Presidential Executive Order on port operations may be sabotaged by foreign operators—-Ologbese

Chief Olusegun Ologbese, a foremost Customs broker based in Apapa port, has said that the Executive Order on the Ease of Doing Business in Nigerian ports will not have any meaningful impact if the excesses of port terminal operators and other stakeholders such as the shipping agents, NDLEA and SON are not drastically curtailed.

He also said that the Acting President should have constituted a Presidential Task Force or Committee on the rehabilitation of port access roads before he issued the Executive Order.

“It is not the first time such Order is coming. Former Minister of Finance, Ngozi Okonjo Iweala once gave an Order that cargo must be cleared in Nigerian ports in twenty four hours. It is possible but not feasible now because of many impediments both official and unofficial”, noted Ologbese.

He declared that contrary to widely held opinion, the Nigeria Customs Service is efficient, proactive and are the only agency ready to comply with the twenty four hours clearing Order of the Acting President.

He fingered the port terminal operators, the shipping companies and some government agencies as  clog in the wheel of the implementation of the Order.

Ologbese said it does not take the Customs forty minutes to finish with a container examination. “If you are truthful with your papers, they dig out your entry and if the duty, weight and origin correlate with your declaration and no scanning problems, they mark it then go and carry your load and off you go”, explained the licensed customs agent.

“But don’t forget that an importer or his agent will have to deal with the shipping companies first and if he has discrepancies either by omission or commission like short loading, that means twenty four hours clearance is not possible for such importer or his clearing agent”.

Ologbese noted that government agencies such as the National Drug Law Enforcement Agency (NDLEA), National Agency for Foods and Drugs Administration and Control (NAFDAC) and the Standards Organisation of Nigeria (SON) wield enormous powers such that, on mere suspicions of the vagueness of origin or quality, they can block your cargo from leaving the port and twenty four hours clearing is thereby rubbished.

However, Ologbese identified the ports terminal operators as another major problem to the success of the Executive Order of Professor Osinbajo. He accused them of deliberately delaying positioning of cargo for examination by as many as four days while demurrage accrues for the shippers.

“It does not take Customs more than thirty minutes to forty minutes to examine a cargo, they are trained to do so, but the terminal operators would create many encumbrances to delay positioning for examination for days, and you pay demurrage for the days wasted whereas you discover that some have equipment gaps, or deliberately frustrate accelerating clearing process because of demurrage extortion”.

‘’ For an example, APMT have been severally alleged as the mastermind of the ceaseless, endless traffic holdup in the Apapa environ as it keeps trucks inside its terminal for as many as four days without loading while the queue outside stretches as far as Ijora and Liverpool for weeks.

He also advised that the barrier on the wharf road at the Ijora Bridge head be removed immediately as it hinders smooth traffic in and out of Apapa,  querying the relevance of such a barrier on a road trafficked by at least two thousand heavily laden trucks daily.

Ologbese went further to warn the Presidency about the likelihood of its Order being sabotaged by a well known foreign mafia. He wondered why the cargo examination scanners have worked in fits and starts since they were handed over to the Customs by foreign inspectors including Cotecna and SGS.

He said these people were not exactly happy that Customs took over from them and begrudged CG Dikko who was against foreigners milking billions of Naira out of Nigeria in the name of scanners.

”The SGS and Cotecna people  are a mafia, they don’t rest or give up. Except a highly placed government official wants to collude with them, Nigeria Customs Service is capable of handling the scanning job. But these people have been going about discrediting Customs, carrying dollars about to settle top people in order to stage a comeback, but they will fail” he declared.

Chief Ologbese submitted that the Executive Order on the Ease of Doing Business in the ports and achieving twenty four hours clearing of goods will only succeed if the repair and reconstruction of Apapa port access roads is supervised by a presidential fiat.

By this, Olobgese called for the setting up of a taskforce or committee to execute the reconstruction with urgency as the success of the Executive Order and twenty four hours clearance is contingent on availability of good roads.

“The roads must be rebuilt fast by a special Presidential intervention, while I advise Acting President Osinbajo to look more curiously into the activities of some of these agencies and the terminal operators,” he concluded.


• **YOUR TASK**
Keep the wording of the records intact as you retype them, and omit every image.

<<<<

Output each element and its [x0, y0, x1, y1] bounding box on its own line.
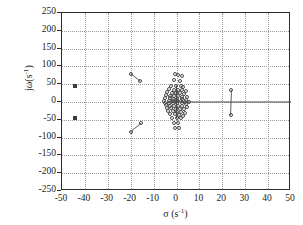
data-point-marker — [73, 116, 77, 120]
y-tick-label: 100 — [23, 60, 56, 70]
data-point-marker — [180, 74, 184, 78]
x-tick-label: 50 — [276, 194, 303, 204]
x-axis-label-text: σ (s — [163, 208, 178, 219]
y-tick-label: -150 — [23, 149, 56, 159]
migrating-pair-right-segment — [231, 90, 232, 115]
y-tick-label: 250 — [23, 7, 56, 17]
root-locus-figure: jω(s-1) σ (s-1) 250200150100500-50-100-1… — [0, 0, 303, 225]
y-tick-label: -200 — [23, 167, 56, 177]
y-tick-label: -100 — [23, 132, 56, 142]
data-point-marker — [129, 72, 133, 76]
y-tick-label: -50 — [23, 114, 56, 124]
data-point-marker — [73, 84, 77, 88]
y-tick-mark — [57, 190, 61, 191]
y-tick-label: 150 — [23, 43, 56, 53]
y-tick-label: 0 — [23, 96, 56, 106]
y-tick-label: 50 — [23, 78, 56, 88]
data-point-marker — [129, 130, 133, 134]
y-tick-label: 200 — [23, 25, 56, 35]
data-point-marker — [229, 113, 233, 117]
x-axis-label: σ (s-1) — [61, 207, 290, 219]
data-point-marker — [178, 79, 182, 83]
x-axis-label-tail: ) — [184, 208, 187, 219]
plot-area — [61, 12, 290, 190]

>>>>

• **REPLY**
Output each element and its [x0, y0, x1, y1] bounding box on its own line.
data-point-marker — [73, 116, 77, 120]
y-tick-label: 100 — [23, 60, 56, 70]
data-point-marker — [180, 74, 184, 78]
x-tick-label: 50 — [276, 194, 303, 204]
x-axis-label-text: σ (s — [163, 208, 178, 219]
y-tick-label: -150 — [23, 149, 56, 159]
migrating-pair-right-segment — [231, 90, 232, 115]
y-tick-label: 250 — [23, 7, 56, 17]
root-locus-figure: jω(s-1) σ (s-1) 250200150100500-50-100-1… — [0, 0, 303, 225]
y-tick-label: -200 — [23, 167, 56, 177]
y-tick-label: -100 — [23, 132, 56, 142]
data-point-marker — [129, 72, 133, 76]
y-tick-label: -50 — [23, 114, 56, 124]
data-point-marker — [73, 84, 77, 88]
y-tick-mark — [57, 190, 61, 191]
y-tick-label: 150 — [23, 43, 56, 53]
y-tick-label: 0 — [23, 96, 56, 106]
y-tick-label: 50 — [23, 78, 56, 88]
data-point-marker — [129, 130, 133, 134]
y-tick-label: 200 — [23, 25, 56, 35]
data-point-marker — [229, 113, 233, 117]
x-axis-label: σ (s-1) — [61, 207, 290, 219]
data-point-marker — [178, 79, 182, 83]
x-axis-label-tail: ) — [184, 208, 187, 219]
plot-area — [61, 12, 290, 190]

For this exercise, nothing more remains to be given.